Economic activity was strong in the March 2013 quarter, maintaining the momentum set in the December 2012 quarter, according to NZIER’s Quarterly Survey of Business Opinion.
The recovery is broadening from Canterbury and Auckland to other regions. Businesses are optimistic and are hiring and investing more, NZIER says.
Business optimism rose over the past three months (32% net optimists from 19%, excluding seasonality), the highest level since March 2010.
Domestic trading activity, which is a very good indicator of GDP growth, inched up from an already strong 10% in December 2012 to 11%. This is the strongest reading since June 2007.
The QSBO does not survey the agriculture sector directly, so it will not incorporate the impact of the drought.
The survey includes suppliers to the sector (like fertiliser sellers) and users of agriculture output (food manufacturers), so it still presents a reliable read on the economy.
“There are encouraging signs of a broadening and strengthening economic recovery across regions and industries. Businesses are hiring and investing more. This is the most broad based strength seen in the survey since the recession began in 2008” said Shamubeel Eaqub, Principal Economist at NZIER.
The lift in activity and optimism is flowing through to new hiring (4% from -3%) and investment intentions for buildings (3% from -3%) and plant and machinery (8% from 5%).
Canterbury has been driving much of this, but there is emerging evidence of a broadening lift in hiring and investment in other regions too.
Firms are barely raising prices, consistent with official inflation remaining low.
There are some capacity pressures, but these are mainly concentrated in Canterbury.
Exporters also reported tighter capacity; this may be related to fast-tracked meat processing due to the drought.
Survey respondents expect the RBNZ to hold interest rates at a low level.
6 Comments
Let's see. We always said that there had to be a global lid on real growth, and have identified what it is. The longer we go on, the less likely that is an incorrect appraisal.
We always said there would be a roller-coaster - more accurately, a downward saw-tooth - a series of attempts to kick-start the dead motorbike.
We always said there would be winners and losers under the sinking lid, and that if you produce food, you have a better statistical chance of being a winner.
So far, so yawn.
Optimism, of course, is an emotion. Lot of it about. Means FA. The question is: is it being done on debt, and can the debt be repaid? If the answers are 'yes' and 'no', then it's smoke-and mirrors. If it's 'no' and 'yes', then it's an up-tick on the saw-tooth.
Optimism, like pesimism, like all 'isms', are ephimeral. Our growth has always been based on debt, at least during my years here, and employment is a lagging indicator, it lags by about six months. The worlds economic system is based on faith, nothing more, and expectation management is the foundation for todays' economic policies the world over. The high priests of finance made it so, and we are incapable of dismanteling it. The few that understand it are not enough to change the status quo, and the rest of the populorum are too busy paying the mortgage to think of alternatives, much less act upon them.
We have become a captive resource of capitalists by following the policies peddled out of the USA, and I am afraid this may not be ephimeral!
Good times are here, for now...
HGW
HGW - absolutely correct.
My old man used to say that half the people you meet should be below average, but he reckoned it was worse than that.
But even if folk work it out, their ability to move is pretty limited. The Mortgagebelt-types foist debt on them, the media tout growth asif it was sustainable/desirable, and they can't all hop off the treadmill, hopping-off requires there to be something to hop from.
Just how good the times are, can be ascertained byt the oil supply-rate, and to a certain extent, the price. Any split between that (the real) and claimed 'growth', has to be the work of the booster.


▶ _EXERCISE AIM_:
When you reach the records below, output every one exactly as written but leave out any pictures.

Figure record extracts
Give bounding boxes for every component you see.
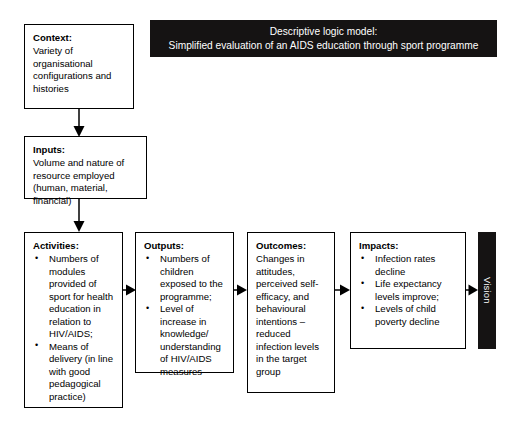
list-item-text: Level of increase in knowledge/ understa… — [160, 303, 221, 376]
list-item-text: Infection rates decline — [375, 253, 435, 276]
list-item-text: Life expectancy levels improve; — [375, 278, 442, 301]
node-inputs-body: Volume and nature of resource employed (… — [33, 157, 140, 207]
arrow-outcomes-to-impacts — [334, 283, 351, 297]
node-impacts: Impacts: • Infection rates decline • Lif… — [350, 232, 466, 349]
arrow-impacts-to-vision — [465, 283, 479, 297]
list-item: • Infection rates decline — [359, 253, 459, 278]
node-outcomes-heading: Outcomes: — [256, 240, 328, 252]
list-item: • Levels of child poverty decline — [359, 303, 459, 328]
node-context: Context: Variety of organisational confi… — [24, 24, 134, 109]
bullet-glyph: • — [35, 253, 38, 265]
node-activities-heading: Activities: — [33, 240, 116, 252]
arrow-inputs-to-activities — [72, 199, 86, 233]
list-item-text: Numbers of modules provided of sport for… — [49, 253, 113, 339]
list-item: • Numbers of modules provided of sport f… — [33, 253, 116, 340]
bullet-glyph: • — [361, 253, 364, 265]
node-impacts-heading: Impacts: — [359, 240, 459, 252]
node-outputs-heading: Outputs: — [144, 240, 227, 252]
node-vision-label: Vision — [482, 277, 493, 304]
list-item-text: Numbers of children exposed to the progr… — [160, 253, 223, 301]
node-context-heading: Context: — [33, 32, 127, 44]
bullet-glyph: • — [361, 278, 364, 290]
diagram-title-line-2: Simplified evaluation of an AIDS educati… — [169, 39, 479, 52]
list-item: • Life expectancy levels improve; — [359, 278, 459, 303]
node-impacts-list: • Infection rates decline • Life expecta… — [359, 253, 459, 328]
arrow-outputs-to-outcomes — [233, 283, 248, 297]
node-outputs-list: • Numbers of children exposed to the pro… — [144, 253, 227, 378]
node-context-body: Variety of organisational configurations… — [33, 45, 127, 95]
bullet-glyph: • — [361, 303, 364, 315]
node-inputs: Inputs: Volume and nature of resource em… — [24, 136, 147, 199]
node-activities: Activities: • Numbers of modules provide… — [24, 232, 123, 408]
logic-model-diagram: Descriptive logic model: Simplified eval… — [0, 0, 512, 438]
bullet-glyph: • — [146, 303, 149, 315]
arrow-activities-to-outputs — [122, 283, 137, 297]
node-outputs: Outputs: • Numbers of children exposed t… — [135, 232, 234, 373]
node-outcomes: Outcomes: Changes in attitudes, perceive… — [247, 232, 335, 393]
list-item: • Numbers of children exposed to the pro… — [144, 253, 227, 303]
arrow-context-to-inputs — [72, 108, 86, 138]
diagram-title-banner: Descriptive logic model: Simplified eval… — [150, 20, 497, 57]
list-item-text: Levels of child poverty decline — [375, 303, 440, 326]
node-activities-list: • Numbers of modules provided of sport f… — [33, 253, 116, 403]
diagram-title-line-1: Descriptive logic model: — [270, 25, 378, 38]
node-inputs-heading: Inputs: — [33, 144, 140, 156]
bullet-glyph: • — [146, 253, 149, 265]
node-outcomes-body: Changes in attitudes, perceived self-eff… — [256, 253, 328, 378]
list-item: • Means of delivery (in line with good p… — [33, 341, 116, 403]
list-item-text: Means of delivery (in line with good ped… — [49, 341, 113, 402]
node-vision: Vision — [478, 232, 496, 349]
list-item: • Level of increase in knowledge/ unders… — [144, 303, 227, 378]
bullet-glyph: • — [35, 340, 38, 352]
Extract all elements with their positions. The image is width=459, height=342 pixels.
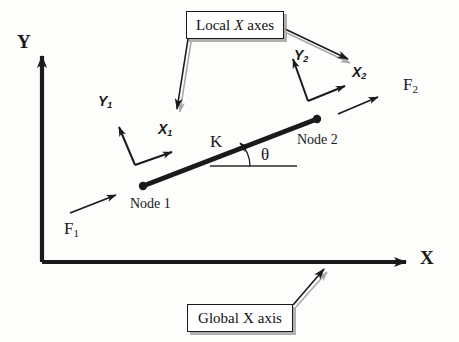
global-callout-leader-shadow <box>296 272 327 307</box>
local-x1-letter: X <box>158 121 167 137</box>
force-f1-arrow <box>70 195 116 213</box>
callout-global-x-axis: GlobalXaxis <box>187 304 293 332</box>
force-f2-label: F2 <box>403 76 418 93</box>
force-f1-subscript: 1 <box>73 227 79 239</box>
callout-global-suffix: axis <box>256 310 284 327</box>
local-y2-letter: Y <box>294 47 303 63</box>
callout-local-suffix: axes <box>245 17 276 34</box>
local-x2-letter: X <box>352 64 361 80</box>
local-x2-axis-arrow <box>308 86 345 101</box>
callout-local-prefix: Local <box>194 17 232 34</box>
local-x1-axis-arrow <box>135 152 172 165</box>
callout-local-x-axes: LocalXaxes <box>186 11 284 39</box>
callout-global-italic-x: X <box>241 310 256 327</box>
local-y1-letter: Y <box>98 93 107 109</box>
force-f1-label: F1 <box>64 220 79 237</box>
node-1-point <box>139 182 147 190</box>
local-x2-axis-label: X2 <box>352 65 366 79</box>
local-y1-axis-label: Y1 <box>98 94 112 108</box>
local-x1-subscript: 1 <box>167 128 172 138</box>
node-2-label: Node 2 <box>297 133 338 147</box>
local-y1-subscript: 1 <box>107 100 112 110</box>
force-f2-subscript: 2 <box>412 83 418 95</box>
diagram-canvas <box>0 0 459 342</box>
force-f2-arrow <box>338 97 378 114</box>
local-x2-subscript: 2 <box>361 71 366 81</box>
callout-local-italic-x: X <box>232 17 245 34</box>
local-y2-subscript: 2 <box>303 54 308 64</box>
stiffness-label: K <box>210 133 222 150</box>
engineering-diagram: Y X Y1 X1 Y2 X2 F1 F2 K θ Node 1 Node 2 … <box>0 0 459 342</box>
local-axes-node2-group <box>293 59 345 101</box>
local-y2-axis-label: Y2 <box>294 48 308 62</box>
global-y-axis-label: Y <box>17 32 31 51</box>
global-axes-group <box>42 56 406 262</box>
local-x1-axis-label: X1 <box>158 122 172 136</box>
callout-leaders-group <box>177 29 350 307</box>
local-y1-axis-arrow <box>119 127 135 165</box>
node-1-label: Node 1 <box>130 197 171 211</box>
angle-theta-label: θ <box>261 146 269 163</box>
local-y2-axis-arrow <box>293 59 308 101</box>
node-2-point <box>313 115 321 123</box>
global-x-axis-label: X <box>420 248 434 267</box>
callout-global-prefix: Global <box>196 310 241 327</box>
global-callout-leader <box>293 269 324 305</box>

▶ _EXERCISE RESULT_:
Give bounding boxes for every component you see.
list-item-text: Level of increase in knowledge/ understa… — [160, 303, 221, 376]
list-item-text: Infection rates decline — [375, 253, 435, 276]
list-item-text: Life expectancy levels improve; — [375, 278, 442, 301]
node-inputs-body: Volume and nature of resource employed (… — [33, 157, 140, 207]
arrow-outcomes-to-impacts — [334, 283, 351, 297]
node-impacts: Impacts: • Infection rates decline • Lif… — [350, 232, 466, 349]
arrow-impacts-to-vision — [465, 283, 479, 297]
list-item: • Infection rates decline — [359, 253, 459, 278]
node-outcomes-heading: Outcomes: — [256, 240, 328, 252]
list-item: • Levels of child poverty decline — [359, 303, 459, 328]
node-context: Context: Variety of organisational confi… — [24, 24, 134, 109]
bullet-glyph: • — [35, 253, 38, 265]
node-activities-heading: Activities: — [33, 240, 116, 252]
arrow-inputs-to-activities — [72, 199, 86, 233]
list-item-text: Numbers of modules provided of sport for… — [49, 253, 113, 339]
list-item: • Numbers of modules provided of sport f… — [33, 253, 116, 340]
bullet-glyph: • — [361, 253, 364, 265]
node-impacts-heading: Impacts: — [359, 240, 459, 252]
node-outputs-heading: Outputs: — [144, 240, 227, 252]
node-vision-label: Vision — [482, 277, 493, 304]
list-item-text: Numbers of children exposed to the progr… — [160, 253, 223, 301]
node-context-heading: Context: — [33, 32, 127, 44]
bullet-glyph: • — [361, 278, 364, 290]
diagram-title-line-2: Simplified evaluation of an AIDS educati… — [169, 39, 479, 52]
list-item: • Life expectancy levels improve; — [359, 278, 459, 303]
node-impacts-list: • Infection rates decline • Life expecta… — [359, 253, 459, 328]
arrow-outputs-to-outcomes — [233, 283, 248, 297]
node-outputs-list: • Numbers of children exposed to the pro… — [144, 253, 227, 378]
node-context-body: Variety of organisational configurations… — [33, 45, 127, 95]
bullet-glyph: • — [361, 303, 364, 315]
node-inputs: Inputs: Volume and nature of resource em… — [24, 136, 147, 199]
node-activities: Activities: • Numbers of modules provide… — [24, 232, 123, 408]
logic-model-diagram: Descriptive logic model: Simplified eval… — [0, 0, 512, 438]
bullet-glyph: • — [146, 303, 149, 315]
arrow-activities-to-outputs — [122, 283, 137, 297]
node-outputs: Outputs: • Numbers of children exposed t… — [135, 232, 234, 373]
node-outcomes: Outcomes: Changes in attitudes, perceive… — [247, 232, 335, 393]
list-item: • Numbers of children exposed to the pro… — [144, 253, 227, 303]
arrow-context-to-inputs — [72, 108, 86, 138]
diagram-title-banner: Descriptive logic model: Simplified eval… — [150, 20, 497, 57]
list-item-text: Levels of child poverty decline — [375, 303, 440, 326]
node-activities-list: • Numbers of modules provided of sport f… — [33, 253, 116, 403]
diagram-title-line-1: Descriptive logic model: — [270, 25, 378, 38]
node-inputs-heading: Inputs: — [33, 144, 140, 156]
bullet-glyph: • — [146, 253, 149, 265]
node-outcomes-body: Changes in attitudes, perceived self-eff… — [256, 253, 328, 378]
list-item: • Means of delivery (in line with good p… — [33, 341, 116, 403]
list-item-text: Means of delivery (in line with good ped… — [49, 341, 113, 402]
node-vision: Vision — [478, 232, 496, 349]
list-item: • Level of increase in knowledge/ unders… — [144, 303, 227, 378]
bullet-glyph: • — [35, 340, 38, 352]
Extract all elements with their positions. The image is width=459, height=342 pixels.
global-callout-leader-shadow <box>296 272 327 307</box>
local-x1-letter: X <box>158 121 167 137</box>
force-f1-arrow <box>70 195 116 213</box>
callout-global-x-axis: GlobalXaxis <box>187 304 293 332</box>
force-f2-label: F2 <box>403 76 418 93</box>
force-f1-subscript: 1 <box>73 227 79 239</box>
callout-global-suffix: axis <box>256 310 284 327</box>
local-y2-letter: Y <box>294 47 303 63</box>
callout-local-suffix: axes <box>245 17 276 34</box>
local-x2-letter: X <box>352 64 361 80</box>
local-x2-axis-arrow <box>308 86 345 101</box>
callout-local-prefix: Local <box>194 17 232 34</box>
local-x1-axis-arrow <box>135 152 172 165</box>
callout-local-x-axes: LocalXaxes <box>186 11 284 39</box>
callout-global-italic-x: X <box>241 310 256 327</box>
local-y1-letter: Y <box>98 93 107 109</box>
force-f1-label: F1 <box>64 220 79 237</box>
node-1-point <box>139 182 147 190</box>
local-x2-axis-label: X2 <box>352 65 366 79</box>
local-y1-axis-label: Y1 <box>98 94 112 108</box>
local-x1-subscript: 1 <box>167 128 172 138</box>
node-2-label: Node 2 <box>297 133 338 147</box>
local-y1-subscript: 1 <box>107 100 112 110</box>
force-f2-subscript: 2 <box>412 83 418 95</box>
diagram-canvas <box>0 0 459 342</box>
force-f2-arrow <box>338 97 378 114</box>
local-x2-subscript: 2 <box>361 71 366 81</box>
callout-local-italic-x: X <box>232 17 245 34</box>
local-y2-subscript: 2 <box>303 54 308 64</box>
stiffness-label: K <box>210 133 222 150</box>
engineering-diagram: Y X Y1 X1 Y2 X2 F1 F2 K θ Node 1 Node 2 … <box>0 0 459 342</box>
local-axes-node2-group <box>293 59 345 101</box>
local-y2-axis-label: Y2 <box>294 48 308 62</box>
global-y-axis-label: Y <box>17 32 31 51</box>
global-axes-group <box>42 56 406 262</box>
local-x1-axis-label: X1 <box>158 122 172 136</box>
callout-leaders-group <box>177 29 350 307</box>
local-y1-axis-arrow <box>119 127 135 165</box>
node-1-label: Node 1 <box>130 197 171 211</box>
angle-theta-label: θ <box>261 146 269 163</box>
local-y2-axis-arrow <box>293 59 308 101</box>
node-2-point <box>313 115 321 123</box>
global-x-axis-label: X <box>420 248 434 267</box>
callout-global-prefix: Global <box>196 310 241 327</box>
global-callout-leader <box>293 269 324 305</box>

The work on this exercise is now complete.